> **WORK REQUEST**
What lines in the data below mention the string "order"? Copy them out.

> **SOURCE DATA**
****************************************
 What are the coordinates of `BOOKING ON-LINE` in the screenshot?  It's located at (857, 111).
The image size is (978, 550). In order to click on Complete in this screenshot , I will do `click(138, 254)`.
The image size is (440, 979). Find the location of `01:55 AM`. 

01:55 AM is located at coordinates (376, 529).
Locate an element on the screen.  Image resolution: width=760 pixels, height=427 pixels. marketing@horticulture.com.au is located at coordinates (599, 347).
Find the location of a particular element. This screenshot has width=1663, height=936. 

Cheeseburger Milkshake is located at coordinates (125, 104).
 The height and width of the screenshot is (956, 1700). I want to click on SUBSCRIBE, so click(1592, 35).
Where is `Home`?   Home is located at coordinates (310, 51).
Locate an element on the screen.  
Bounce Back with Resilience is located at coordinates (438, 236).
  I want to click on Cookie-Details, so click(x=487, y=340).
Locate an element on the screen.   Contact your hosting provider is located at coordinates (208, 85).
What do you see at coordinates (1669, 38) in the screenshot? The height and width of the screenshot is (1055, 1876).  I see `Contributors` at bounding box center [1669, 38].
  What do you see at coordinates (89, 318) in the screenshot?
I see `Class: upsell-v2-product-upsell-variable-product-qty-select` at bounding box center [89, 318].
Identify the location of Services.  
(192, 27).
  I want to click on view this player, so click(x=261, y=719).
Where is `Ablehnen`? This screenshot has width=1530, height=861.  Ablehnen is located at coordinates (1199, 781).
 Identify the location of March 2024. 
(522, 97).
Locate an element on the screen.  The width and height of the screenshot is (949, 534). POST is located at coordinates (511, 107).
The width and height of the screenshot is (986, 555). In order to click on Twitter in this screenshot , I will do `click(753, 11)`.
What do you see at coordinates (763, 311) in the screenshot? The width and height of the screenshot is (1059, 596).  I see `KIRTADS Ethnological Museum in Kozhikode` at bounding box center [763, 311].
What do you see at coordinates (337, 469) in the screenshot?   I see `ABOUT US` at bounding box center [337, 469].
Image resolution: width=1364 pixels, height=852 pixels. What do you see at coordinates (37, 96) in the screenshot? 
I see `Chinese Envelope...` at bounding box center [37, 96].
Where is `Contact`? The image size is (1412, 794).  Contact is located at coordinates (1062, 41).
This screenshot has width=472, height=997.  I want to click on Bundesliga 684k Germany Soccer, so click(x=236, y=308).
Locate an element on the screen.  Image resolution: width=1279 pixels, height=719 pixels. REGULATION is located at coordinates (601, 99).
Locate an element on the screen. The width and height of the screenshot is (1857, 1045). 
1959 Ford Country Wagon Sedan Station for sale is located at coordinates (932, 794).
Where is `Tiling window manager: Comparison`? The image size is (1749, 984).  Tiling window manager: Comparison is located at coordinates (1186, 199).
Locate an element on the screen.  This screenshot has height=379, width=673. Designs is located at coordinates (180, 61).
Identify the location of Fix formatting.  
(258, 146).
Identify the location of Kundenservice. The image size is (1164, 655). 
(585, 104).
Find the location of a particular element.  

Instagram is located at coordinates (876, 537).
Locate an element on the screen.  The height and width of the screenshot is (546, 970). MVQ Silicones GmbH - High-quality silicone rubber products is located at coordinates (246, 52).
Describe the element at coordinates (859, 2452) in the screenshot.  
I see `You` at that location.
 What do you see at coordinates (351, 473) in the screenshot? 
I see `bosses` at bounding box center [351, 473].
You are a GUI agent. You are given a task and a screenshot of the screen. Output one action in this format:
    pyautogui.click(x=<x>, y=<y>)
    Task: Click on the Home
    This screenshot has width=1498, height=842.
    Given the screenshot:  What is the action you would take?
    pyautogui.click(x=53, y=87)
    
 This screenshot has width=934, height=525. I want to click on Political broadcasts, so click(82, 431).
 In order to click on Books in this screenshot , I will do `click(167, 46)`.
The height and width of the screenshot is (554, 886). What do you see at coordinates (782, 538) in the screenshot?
****************************************
> **SOLUTION TO THIS PROBLEM**
The image size is (978, 550). In order to click on Complete in this screenshot , I will do `click(138, 254)`.
The width and height of the screenshot is (986, 555). In order to click on Twitter in this screenshot , I will do `click(753, 11)`.
 In order to click on Books in this screenshot , I will do `click(167, 46)`.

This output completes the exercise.